Force Sensing and Force Control are essential to many industrial applications. Typically, a 6-axis Force/Torque (F/T) sensor is mounted between the robot's wrist and the end-effector in order to measure the forces and torques exerted by the environment onto the robot (the external wrench). Although a typical 6-axis F/T sensor can provide highly accurate measurements, it is expensive and vulnerable to drift and external impacts. Existing methods aiming at estimating the external wrench using only the robot's internal signals are limited in scope: for example, wrench estimation accuracy was mostly validated in free-space motions and simple contacts as opposed to tasks like assembly that require high-precision force control. Here we present a Neural Network based method and argue that by devoting particular attention to the training data structure, it is possible to accurately estimate the external wrench in a wide range of scenarios based solely on internal signals. As an illustration, we demonstrate a pin insertion experiment with 100-micron clearance and a hand-guiding experiment, both performed without external F/T sensors or joint torque sensors. Our result opens the possibility of equipping the existing 2.7 million industrial robots with Force Sensing and Force Control capabilities without any additional hardware.
Paper Structure (24 sections, 6 equations, 10 figures, 5 tables)

This paper contains 24 sections, 6 equations, 10 figures, 5 tables.

Figures (10)

  • Figure 1: Snapshot of the sensorless tight pin insertion and hand-guiding experiment setup. Video demonstrations of the experiments in Section VI is available in the supplementary materials or at: https://youtu.be/spztx3GzPzc
  • Figure 2: The model structure of MLP (top left), LSTM (top right) and CNN (bottom) implemented for wrench estimation
  • Figure 3: Visualization of the data region for three workspaces with three different IK Classes.
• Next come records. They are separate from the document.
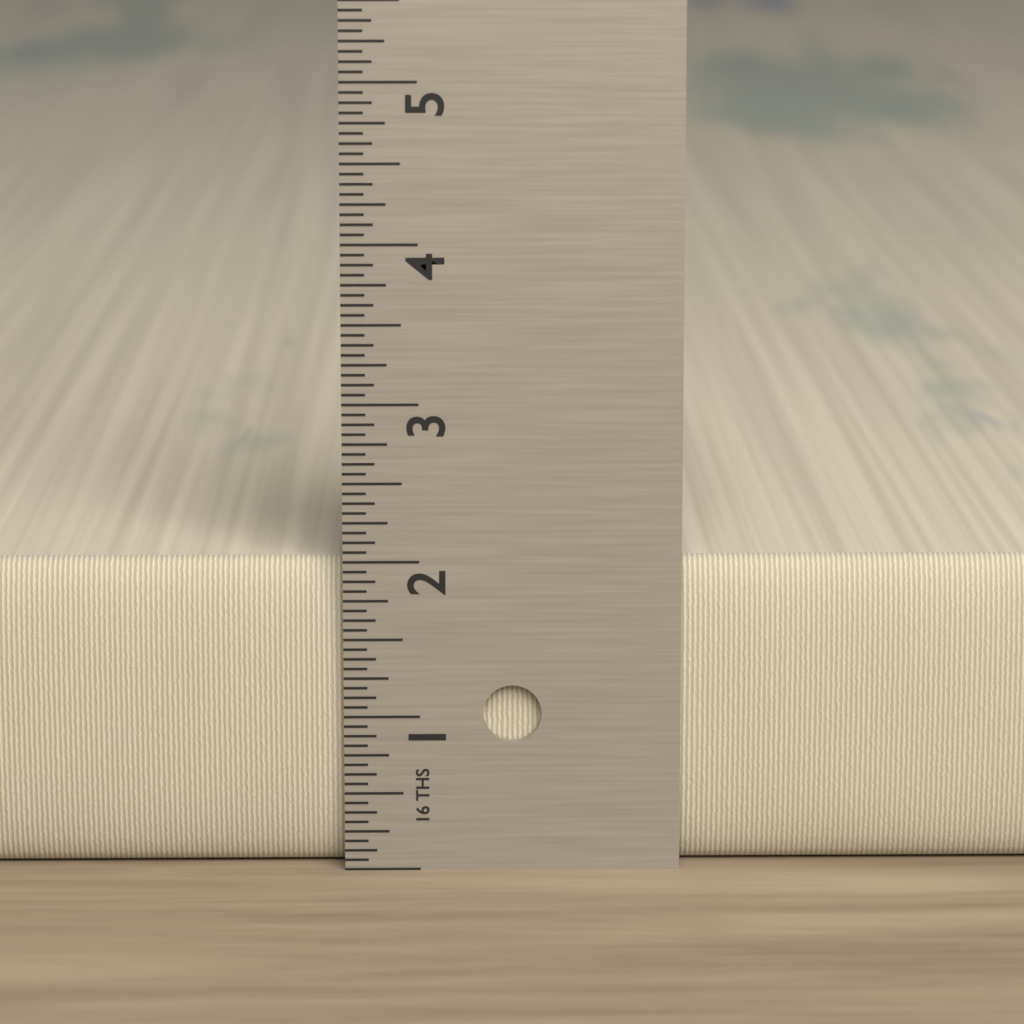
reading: 2.0000 in
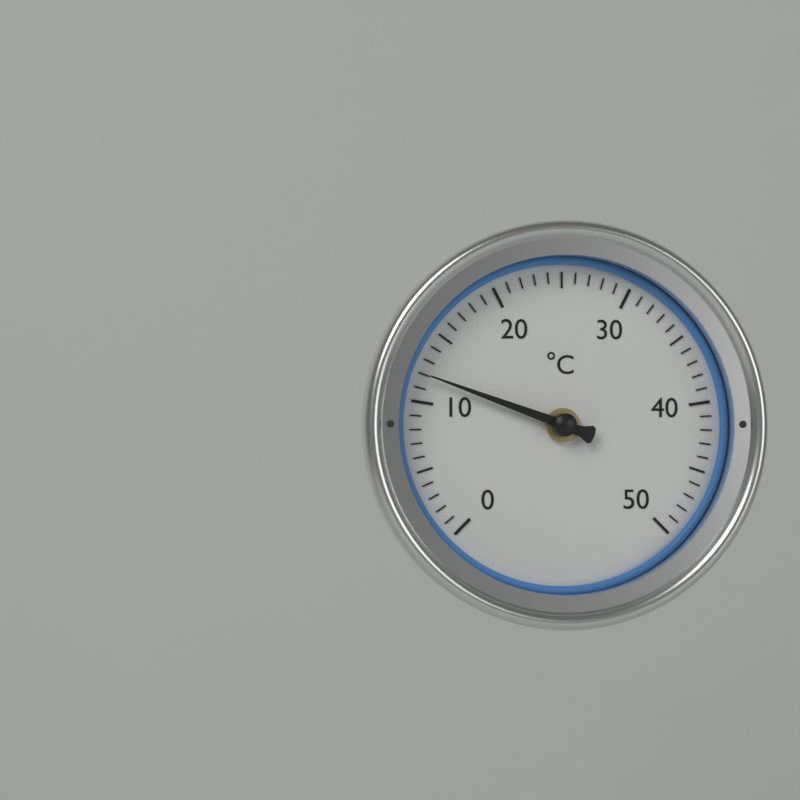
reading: 12 °C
The transparent blue box and opaque red plane indicate the bounding boxes and location of the fixed plates, respectively. The postures of Denso show the center of the nearest joint position clusters, or IK solutions, based on which the data was collected.
  • Figure 4: Velocity distribution of Joint 1, 2, and 3 in (a) FSDS; (b) CSDS shown in histograms.
  • Figure 5: Comparison between the NN-estimated (red) GMO-estimated (green) and measured wrench (black) for random pre-planned free-motion trajectories.